Three handouts were available,
How many of us have wondered at the variety of shapes and structures in a collection of beautiful blooms? The diversity is especially striking when we consider that flowers are typically made up of four basic parts - the outermost sepals surrounding the petals, then the stamens and finally one or more central carpels.......read entire handout.
In 1742 the famous botanist, Carolus Linnaeus, found a remarkable toadflax plant on an island near Stockholm. Normal toadflax (Linaria vulgaris) flowers have distinctive upper and lower petals but, in this specimen, the petals all looked the same, making the flower radially symmetrical. Linnaeus was the founding father of plant and animal classification. His classification system for plants was based on flower structure, and so the unusual toadflax should have belonged to a totally new species. Yet, in every other respect, it resembled common toadflax. Linnaeus concluded that this peculiar plant had arisen by the “transformation” of common toadflax into a new species - a radical idea at a time when species were thought to be fixed, timeless acts of creation.
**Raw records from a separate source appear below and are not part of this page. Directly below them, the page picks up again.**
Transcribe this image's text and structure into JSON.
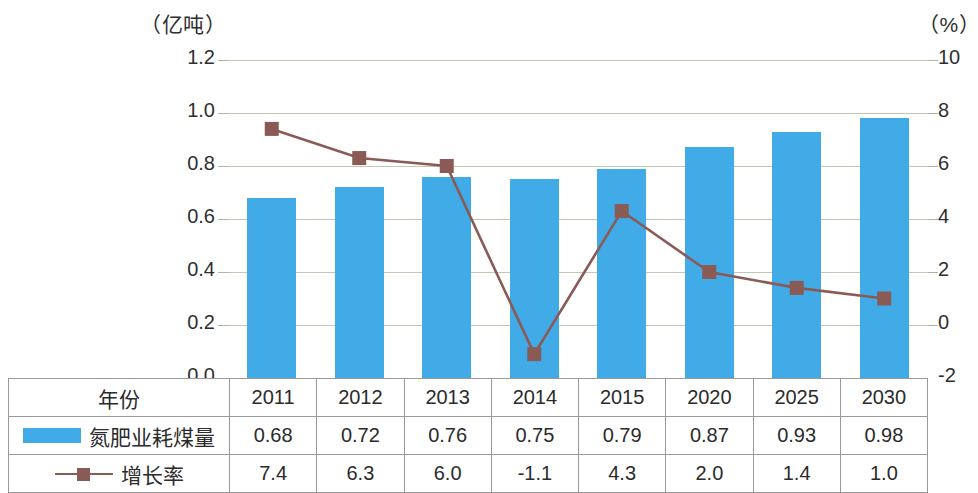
{
  "axes": {
    "left_caption": "（亿吨）",
    "right_caption": "（%）",
    "left_ticks": [
      "1.2",
      "1.0",
      "0.8",
      "0.6",
      "0.4",
      "0.2",
      "0.0"
    ],
    "right_ticks": [
      "10",
      "8",
      "6",
      "4",
      "2",
      "0",
      "-2"
    ]
  },
  "table": {
    "year_row_label": "年份",
    "bar_row_label": "氮肥业耗煤量",
    "line_row_label": "增长率"
  },
  "colors": {
    "bar": "#41abe8",
    "line": "#8a5a55",
    "marker": "#8a5a55",
    "grid": "#b9bba8"
  },
  "chart_data": {
    "type": "bar",
    "title": "",
    "xlabel": "",
    "ylabel": "（亿吨）",
    "y2label": "（%）",
    "categories": [
      "2011",
      "2012",
      "2013",
      "2014",
      "2015",
      "2020",
      "2025",
      "2030"
    ],
    "ylim": [
      0.0,
      1.2
    ],
    "y2lim": [
      -2,
      10
    ],
    "grid": true,
    "legend_position": "bottom-table",
    "series": [
      {
        "name": "氮肥业耗煤量",
        "type": "bar",
        "axis": "left",
        "unit": "亿吨",
        "values": [
          0.68,
          0.72,
          0.76,
          0.75,
          0.79,
          0.87,
          0.93,
          0.98
        ]
      },
      {
        "name": "增长率",
        "type": "line",
        "axis": "right",
        "unit": "%",
        "values": [
          7.4,
          6.3,
          6.0,
          -1.1,
          4.3,
          2.0,
          1.4,
          1.0
        ]
      }
    ]
  }
}
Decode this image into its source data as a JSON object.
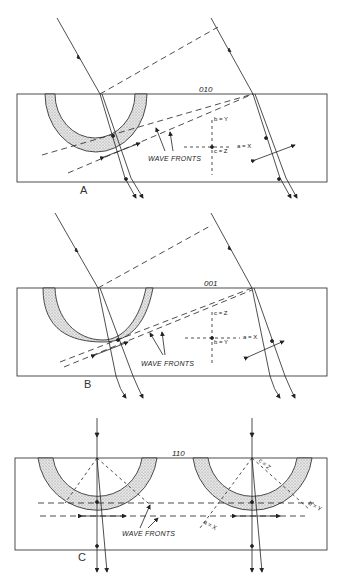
{
  "figure": {
    "panels": [
      {
        "id": "A",
        "label": "A",
        "face": "010",
        "wave_fronts_label": "WAVE FRONTS",
        "axes": {
          "vertical": "b = Y",
          "horizontal": "a = X",
          "center": "c = Z"
        }
      },
      {
        "id": "B",
        "label": "B",
        "face": "001",
        "wave_fronts_label": "WAVE FRONTS",
        "axes": {
          "vertical": "c = Z",
          "horizontal": "a = X",
          "center": "b = Y"
        }
      },
      {
        "id": "C",
        "label": "C",
        "face": "110",
        "wave_fronts_label": "WAVE FRONTS",
        "axes": {
          "diag1": "c = Z",
          "diag2": "b = Y",
          "diag3": "a = X"
        }
      }
    ],
    "colors": {
      "line": "#222222",
      "stipple": "#bdbdbd",
      "background": "#ffffff"
    }
  }
}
Even though the flowers themselves were quite attractive, he named the new form Peloria, Greek for ‘monster’, because the disturbing biological implications of their discovery made them monstrous. ......read entire handout
A mature plant is a remarkably complex structure compared with the single fertilised egg cell from which it develops. The single egg cell, and the plant embryo it soon becomes, must gradually establish a set of complex patterns, such as those required to form leaves and flowers, for example. These patterns must be established at the correct time and place in the plant, for the flower to develop properly.......read entire handout.